Wall Street is drifting as yields in the bond market steady

Wall Street is drifting as yields in the bond market steady

Business

Wall Street is drifting as yields in the bond market steady

NEW YORK (AP) — Wall Street is drifting on Thursday following a blowout profit report from Nvidia and some mixed reports on the U.S. economy.

The S&P 500 was 0.1% higher in morning trading and remains on track to break a three-week losing streak. The Dow Jones Industrial Average was up 61 points, or 0.2%, at 34,534, as of 10:13 a.m. Eastern time, and the Nasdaq composite was 0.1% lower.

Nvidia was in the spotlight after it reported much stronger profit and revenue for the latest quarter than expected. That raised hopes that this year’s frenzy on Wall Street around artificial-intelligence technology isn’t just hype.

Nvidia first stunned the market three months ago when it said the quick adoption of AI would send its revenue soaring in the three months through July. Its sales came in even better than forecast, at $12.51 billion, and the company gave a forecast for the current quarter that again blew past Wall Street’s expectations.

Nvidia climbed 3.1%, bringing its gain for the year so far to nearly 233%. It was the biggest single force pushing the S&P 500 higher.

Stocks of some other companies that have gotten an AI bump this year also rose. Microsoft gained 0.6%, and Meta Platforms rose 1%.

Conditions were a bit more muted across the rest of Wall Street, as yields in the bond market steadied themselves following a tumble the day before.

The yield on the 10-year Treasury remained at 4.20% after it fell there late Wednesday from 4.33% a day before. Earlier in the week, it touched its highest level since 2007. Higher yields mean bonds pay more in interest, which also causes investors to feel less need to pay high prices for stocks and other investments.

Yields found some stability following a couple mixed reports on the U.S. economy. One showed that fewer U.S. workers applied for unemployment benefits last week. It’s the latest sign that the job market remains remarkably resilient despite high interest rates.
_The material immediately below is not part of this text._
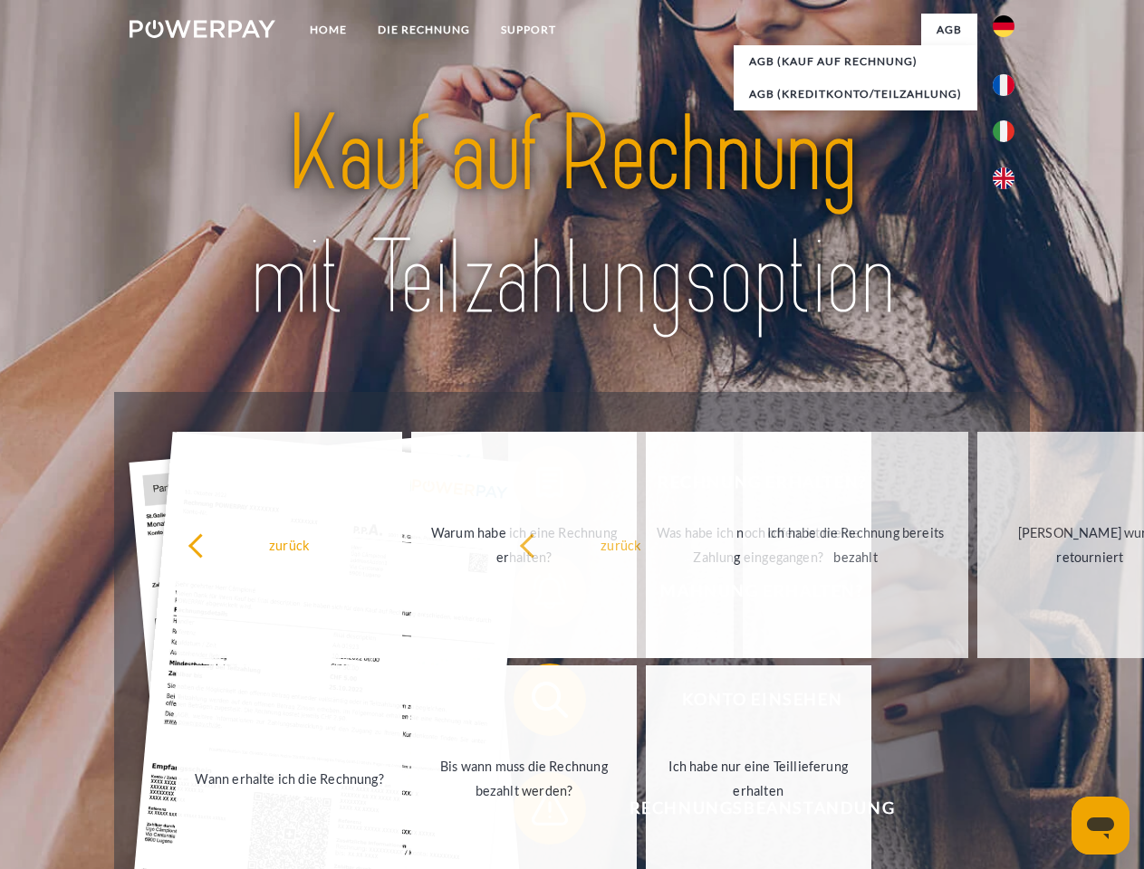  Describe the element at coordinates (855, 94) in the screenshot. I see `a: AGB (Kreditkonto/Teilzahlung)` at that location.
Another report said orders for long-lasting manufactured goods slumped by more last month than economists expected. That could be a signal that conditions are worsening for the struggling manufacturing industry, but orders actually rose for the month after ignoring airplanes and other transportation equipment.
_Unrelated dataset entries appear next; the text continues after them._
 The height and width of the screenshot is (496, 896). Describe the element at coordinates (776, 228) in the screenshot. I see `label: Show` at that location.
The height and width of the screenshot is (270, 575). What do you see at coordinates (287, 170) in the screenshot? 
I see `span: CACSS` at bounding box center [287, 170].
For now, weaker-than-expected reports on the economy may counterintuitively be more welcome in financial markets. The economy has managed to avoid a long-predicted recession, but the fear is that it’s so solid that it will keep upward pressure on inflation.

The Federal Reserve has already raised its main interest rate to the highest level since 2001 in hopes of grinding down high inflation. High rates work to do that by slowing the entire economy and hurting prices for investments.

Hope had built that the Fed’s latest rate hike in July may prove to be the last of this cycle, as inflation has cooled considerably since peaking above 9% last summer. Traders also have made bets for the Fed to begin cutting rates early next year.

But a series of stronger-than-expected reports on the economy have diminished those hopes. That’s why a speech coming on Friday by Fed Chair Jerome Powell is so highly anticipated. He’ll be speaking at an event in Jackson Hole, Wyoming, that has ben the site of major policy announcements in the past by the Fed.

The two-year Treasury yield, which moves closely with expectations for the Fed, was holding steady at 4.98%. A day before, it had dropped to that level from 5.05% after a report suggested U.S. business activity is cooling in August.

On Wall Street, Boeing fell 2.3% after supplier Spirit AeroSystems said it discovered a quality issue on certain models of the 737 fuselage. Spirit said it would continue to deliver the units to Boeing, which said there is no immediate safety concern associated with the issue.

In stock markets abroad, indexes were mixed in Europe after mostly rising in Asia.